In an ironic way, for a man so bold in his statements, Semper Dowland, Semper Dolens felt like an awkward state of indecision: neither just presenting the original music and claiming authorship only of the actual idea of the juxtaposition/interspersing, neither a complete and bold reworking of the pieces so that they became part of a much larger –with much more Birtwhistle in it- work.

the-corridorOn the contrary, with The Corridor we found Sir Harrison much more at ease and, indeed, we did hear some true sparks of his bold dramatic talent. A piece of musical drama that wants to look at a very brief moment of time (that of Orpheus and Eurydice transiting from Hades and back to the world, and the former’s fatal turn to look back with the consequent loss of Eurydice), and so not unlike –at least in intent- to Arnold Schönberg’s Erwartung.

Here, with a hands-free set up, Birtwhistle manages to achieve again that well known skill of his which is dramatic pacing. I wouldn’t say completely flawless, as there was abundance of rhetorical moments which did weaken the direction of the piece, which was overall gripping and very effective indeed. The vocal lines were in places reminiscent of certain features of his opera The Minotaur, if –at least for myself- more expressive and successful than those sung by the half man, half beast and his Cretan colleagues.

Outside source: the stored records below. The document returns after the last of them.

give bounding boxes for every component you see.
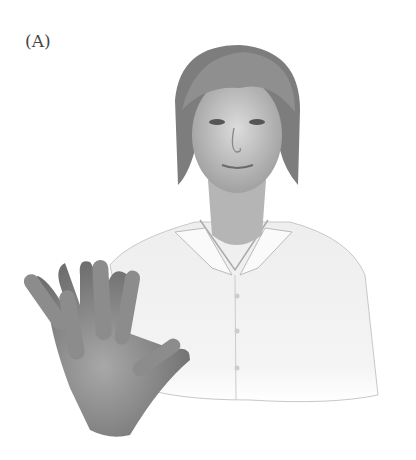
avatar-illustration	[0, 0, 416, 460]
face	[192, 77, 282, 193]
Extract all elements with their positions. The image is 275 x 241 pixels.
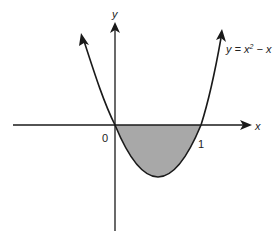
x-axis-label: x [254, 120, 261, 132]
y-axis-label: y [111, 8, 119, 20]
curve-equation-label: y = x2 − x [225, 43, 272, 55]
parabola-plot: y x 0 1 y = x2 − x [0, 0, 275, 241]
curve-left-arrow-icon [79, 33, 89, 46]
origin-label: 0 [102, 132, 108, 144]
x-one-label: 1 [198, 138, 204, 150]
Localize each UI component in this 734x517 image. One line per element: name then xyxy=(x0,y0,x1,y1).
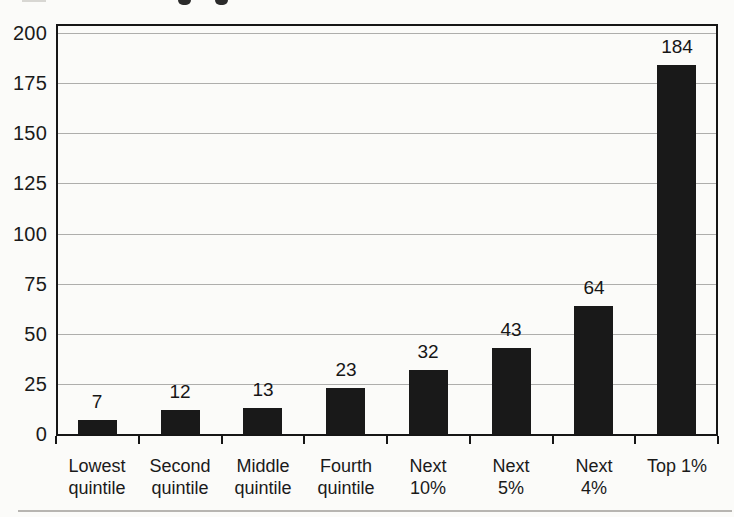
bar xyxy=(78,420,117,434)
gridline xyxy=(58,234,716,235)
x-category-label: Middlequintile xyxy=(217,455,309,499)
x-axis-tick xyxy=(386,436,388,444)
scanned-page: 0255075100125150175200 LowestquintileSec… xyxy=(0,0,734,517)
gridline xyxy=(58,334,716,335)
bar xyxy=(492,348,531,434)
x-category-label-line: Second xyxy=(149,456,210,476)
y-tick-label: 200 xyxy=(0,21,47,45)
x-axis-tick xyxy=(303,436,305,444)
y-tick-label: 125 xyxy=(0,171,47,195)
x-category-label: Lowestquintile xyxy=(51,455,143,499)
bar-chart: 0255075100125150175200 LowestquintileSec… xyxy=(0,0,734,517)
x-axis-tick xyxy=(55,436,57,444)
x-category-label-line: quintile xyxy=(317,478,374,498)
bar xyxy=(409,370,448,434)
x-category-label-line: quintile xyxy=(151,478,208,498)
x-category-label-line: Next xyxy=(409,456,446,476)
bar xyxy=(657,65,696,434)
x-category-label: Next10% xyxy=(382,455,474,499)
bar-value-label: 43 xyxy=(471,319,551,341)
x-axis-tick xyxy=(138,436,140,444)
x-category-label-line: quintile xyxy=(68,478,125,498)
bar xyxy=(161,410,200,434)
x-category-label: Secondquintile xyxy=(134,455,226,499)
y-tick-label: 175 xyxy=(0,71,47,95)
bar xyxy=(243,408,282,434)
x-category-label-line: quintile xyxy=(234,478,291,498)
x-category-label: Next4% xyxy=(548,455,640,499)
x-category-label-line: Next xyxy=(575,456,612,476)
x-category-label-line: Top 1% xyxy=(647,456,707,476)
x-category-label-line: Next xyxy=(492,456,529,476)
y-tick-label: 150 xyxy=(0,121,47,145)
x-axis-tick xyxy=(717,436,719,444)
x-category-label-line: 10% xyxy=(410,478,446,498)
x-axis-tick xyxy=(634,436,636,444)
page-divider xyxy=(18,510,732,512)
plot-area xyxy=(56,24,718,436)
y-tick-label: 50 xyxy=(0,322,47,346)
bar-value-label: 64 xyxy=(554,277,634,299)
x-category-label: Top 1% xyxy=(631,455,723,477)
bar-value-label: 13 xyxy=(223,379,303,401)
x-category-label: Next5% xyxy=(465,455,557,499)
bar-value-label: 23 xyxy=(306,359,386,381)
x-category-label: Fourthquintile xyxy=(300,455,392,499)
bar-value-label: 184 xyxy=(637,36,717,58)
gridline xyxy=(58,83,716,84)
bar xyxy=(326,388,365,434)
y-tick-label: 100 xyxy=(0,222,47,246)
bar xyxy=(574,306,613,434)
bar-value-label: 32 xyxy=(388,341,468,363)
bar-value-label: 7 xyxy=(57,391,137,413)
x-category-label-line: 4% xyxy=(581,478,607,498)
x-category-label-line: Middle xyxy=(236,456,289,476)
x-axis-tick xyxy=(552,436,554,444)
y-tick-label: 75 xyxy=(0,272,47,296)
x-category-label-line: Lowest xyxy=(68,456,125,476)
bar-value-label: 12 xyxy=(140,381,220,403)
gridline xyxy=(58,133,716,134)
x-axis-tick xyxy=(221,436,223,444)
gridline xyxy=(58,183,716,184)
x-axis-tick xyxy=(469,436,471,444)
y-tick-label: 0 xyxy=(0,422,47,446)
x-category-label-line: Fourth xyxy=(320,456,372,476)
gridline xyxy=(58,33,716,34)
y-tick-label: 25 xyxy=(0,372,47,396)
x-category-label-line: 5% xyxy=(498,478,524,498)
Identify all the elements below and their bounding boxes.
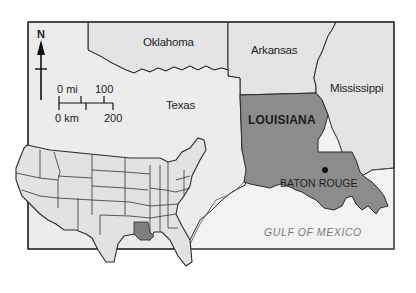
scale-mi-end: 100: [95, 84, 113, 95]
baton-rouge-dot-icon: [322, 167, 328, 173]
gulf-of-mexico-label: GULF OF MEXICO: [264, 227, 362, 238]
louisiana-label: LOUISIANA: [248, 114, 316, 126]
arkansas-label: Arkansas: [251, 45, 297, 57]
scale-mi-start: 0 mi: [57, 84, 78, 95]
louisiana-locator-map: N 0 mi 100 0 km 200 Oklahoma Arkansas Mi…: [0, 0, 416, 293]
baton-rouge-label: BATON ROUGE: [280, 178, 358, 189]
scale-km-end: 200: [104, 113, 122, 124]
texas-label: Texas: [166, 100, 195, 112]
map-graphic: [0, 0, 416, 293]
oklahoma-label: Oklahoma: [143, 37, 194, 49]
mississippi-label: Mississippi: [330, 83, 383, 95]
scale-km-start: 0 km: [55, 113, 79, 124]
north-label: N: [37, 29, 45, 40]
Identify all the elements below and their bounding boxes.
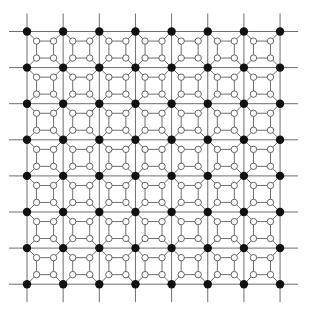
hollow-node: [70, 218, 76, 224]
black-node: [59, 172, 67, 180]
hollow-node: [250, 163, 256, 169]
black-node: [59, 100, 67, 108]
hollow-node: [159, 199, 165, 205]
hollow-node: [178, 271, 184, 277]
black-node: [167, 27, 175, 35]
hollow-node: [214, 38, 220, 44]
hollow-node: [195, 235, 201, 241]
hollow-node: [142, 91, 148, 97]
black-node: [167, 136, 175, 144]
hollow-node: [50, 55, 56, 61]
hollow-node: [159, 218, 165, 224]
hollow-node: [106, 74, 112, 80]
hollow-node: [106, 127, 112, 133]
hollow-node: [214, 146, 220, 152]
hollow-node: [123, 271, 129, 277]
hollow-node: [50, 271, 56, 277]
hollow-node: [195, 91, 201, 97]
hollow-node: [87, 182, 93, 188]
hollow-node: [123, 38, 129, 44]
hollow-node: [142, 235, 148, 241]
hollow-node: [106, 146, 112, 152]
black-node: [95, 100, 103, 108]
hollow-node: [159, 182, 165, 188]
black-nodes: [23, 27, 284, 288]
hollow-node: [123, 254, 129, 260]
hollow-node: [50, 127, 56, 133]
hollow-node: [33, 199, 39, 205]
hollow-node: [50, 91, 56, 97]
hollow-node: [159, 127, 165, 133]
hollow-node: [142, 254, 148, 260]
black-node: [95, 208, 103, 216]
black-node: [59, 63, 67, 71]
hollow-node: [70, 163, 76, 169]
hollow-node: [250, 55, 256, 61]
black-node: [95, 280, 103, 288]
hollow-node: [178, 91, 184, 97]
hollow-node: [159, 146, 165, 152]
hollow-node: [142, 146, 148, 152]
hollow-node: [50, 146, 56, 152]
hollow-node: [214, 163, 220, 169]
hollow-node: [231, 91, 237, 97]
hollow-node: [178, 254, 184, 260]
black-node: [204, 280, 212, 288]
black-node: [131, 63, 139, 71]
hollow-node: [87, 235, 93, 241]
black-node: [276, 280, 284, 288]
hollow-node: [33, 74, 39, 80]
black-node: [23, 136, 31, 144]
black-node: [240, 100, 248, 108]
hollow-node: [106, 271, 112, 277]
hollow-node: [142, 74, 148, 80]
black-node: [240, 208, 248, 216]
black-node: [276, 63, 284, 71]
black-node: [95, 27, 103, 35]
black-node: [131, 136, 139, 144]
hollow-node: [106, 218, 112, 224]
hollow-node: [195, 110, 201, 116]
hollow-node: [70, 235, 76, 241]
hollow-node: [87, 199, 93, 205]
hollow-node: [267, 235, 273, 241]
hollow-node: [123, 127, 129, 133]
hollow-node: [178, 218, 184, 224]
black-node: [167, 280, 175, 288]
hollow-node: [123, 182, 129, 188]
hollow-node: [159, 55, 165, 61]
hollow-node: [231, 182, 237, 188]
hollow-node: [106, 91, 112, 97]
black-node: [95, 172, 103, 180]
hollow-node: [178, 127, 184, 133]
hollow-node: [87, 218, 93, 224]
hollow-node: [159, 271, 165, 277]
hollow-node: [267, 271, 273, 277]
black-node: [59, 244, 67, 252]
black-node: [23, 172, 31, 180]
hollow-node: [250, 146, 256, 152]
black-node: [23, 280, 31, 288]
hollow-node: [214, 127, 220, 133]
black-node: [204, 27, 212, 35]
hollow-node: [214, 218, 220, 224]
hollow-node: [87, 55, 93, 61]
hollow-node: [250, 235, 256, 241]
hollow-node: [123, 110, 129, 116]
black-node: [204, 100, 212, 108]
black-node: [95, 244, 103, 252]
hollow-node: [70, 91, 76, 97]
hollow-node: [106, 110, 112, 116]
black-node: [131, 208, 139, 216]
hollow-node: [123, 91, 129, 97]
hollow-node: [250, 110, 256, 116]
hollow-node: [87, 38, 93, 44]
black-node: [204, 136, 212, 144]
hollow-node: [70, 74, 76, 80]
hollow-node: [33, 254, 39, 260]
hollow-node: [142, 271, 148, 277]
hollow-node: [87, 146, 93, 152]
hollow-node: [87, 110, 93, 116]
hollow-node: [33, 235, 39, 241]
hollow-node: [250, 271, 256, 277]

Despite all of that, the sung passages lacked a certain variety and a stronger sense of direction. Not dramatic direction, but purely a sense of musical journey through different areas (either textural, tonal or rhythmical). The music felt disappointingly unchanged after all the emotional transformation the characters –and the audience- underwent.

But the greatest moments of the piece, and indeed the night, were the instrumental interludes for the main action, when the singer took over the stage acting as a sort of commentator/spectator of the unfolding drama reciting the text rather than singing it. Then the music was focused –with Birtwhistle’s little obsessive mobile motives that kept rotating in the ensemble- and the whole atmosphere just lifted up. The somehow rhetorical text could flow undisturbed, the ensemble could be what Birtwhistle is as a composer, and –sadly, but not that much- we could dispense with his vocal lines.

It is a bitter irony that the best parts of what pretends to be a musical drama are those spoken and not those sung. But we shouldn’t mind when those are totally gripping and extraordinarily expressive; and when the whole enterprise shows so much integrity and talent.